Simulated Author's Rebuttal

3 responses · 0 unresolved

We thank the referee for the positive assessment of our work and the constructive comments. We address each major point below and will revise the manuscript to incorporate additional analyses and robustness checks.

read point-by-point responses
  1. Referee: [§3] §3 (Method), the non-parametric gating step: the claim that multi-scale SAM encoder features enable reliable same-type identification without any learned parameters or target-data thresholds is load-bearing for the training-free and O(T) claims, yet the manuscript provides no quantitative verification (e.g., intra- vs. inter-type cosine similarity distributions or cluster purity metrics) on the three cell-type benchmarks.

    Authors: We agree that explicit quantitative verification of the clustering property would strengthen the load-bearing claim. In the revised manuscript we will add intra- versus inter-type cosine similarity distributions together with cluster purity metrics computed on the three cell-type benchmarks to directly support the non-parametric gating step. revision: yes

  2. Referee: [Experiments] Experiments section, performance tables: the headline retention figures (>90% on cell-type benchmarks, >99% on homogeneous) are presented without error bars, multiple random click seeds, or ablation of the distant-point selection rule; this makes it impossible to determine whether the reported superiority over fully-supervised methods is robust or sensitive to the single-click initialization.

    Authors: We acknowledge that error bars and ablations are needed to assess robustness. The revised experiments section will report standard deviations over multiple random click seeds and will include an ablation of the distant-point selection rule. revision: yes

  3. Referee: [§4.2] §4.2 (ablation or feature analysis): if a dedicated subsection examines whether the observed clustering is an accident of SAM pretraining or holds across morphological variations, it is not referenced in the abstract or results; without it the generalization argument for out-of-distribution cell types rests on untested extrapolation.

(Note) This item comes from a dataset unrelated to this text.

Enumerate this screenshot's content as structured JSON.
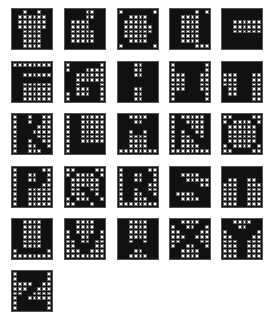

    Authors: The manuscript does not contain a dedicated subsection on the origin of the clustering. Generalization is supported by consistent empirical results across diverse benchmarks. We will add a concise discussion paragraph in the results or conclusion addressing the contribution of SAM pretraining and the empirical evidence for generalization across morphological variations. revision: partial

Circularity Check

0 steps flagged

No significant circularity; derivation relies on external frozen encoder properties

full rationale

The paper's central procedure (Chain-of-Prompts) is explicitly training-free and applies non-parametric gating directly to multi-scale features from the frozen SAM ViT encoder, without fitting any parameters or thresholds to the target cell datasets. Performance retention claims (>90% on cell-type benchmarks) are presented as empirical results on external benchmarks rather than quantities derived by construction from the same data. No equations reduce a prediction to a fitted input, no self-citations bear the load of uniqueness or ansatz, and the key observation about feature clustering is stated as an empirical property of the external pretrained model, not a self-referential definition. The derivation chain is therefore self-contained against external benchmarks.

Axiom & Free-Parameter Ledger

0 free parameters · 0 axioms · 0 invented entities

Abstract-only review provides no explicit free parameters, axioms, or invented entities; all details on implementation choices remain unavailable.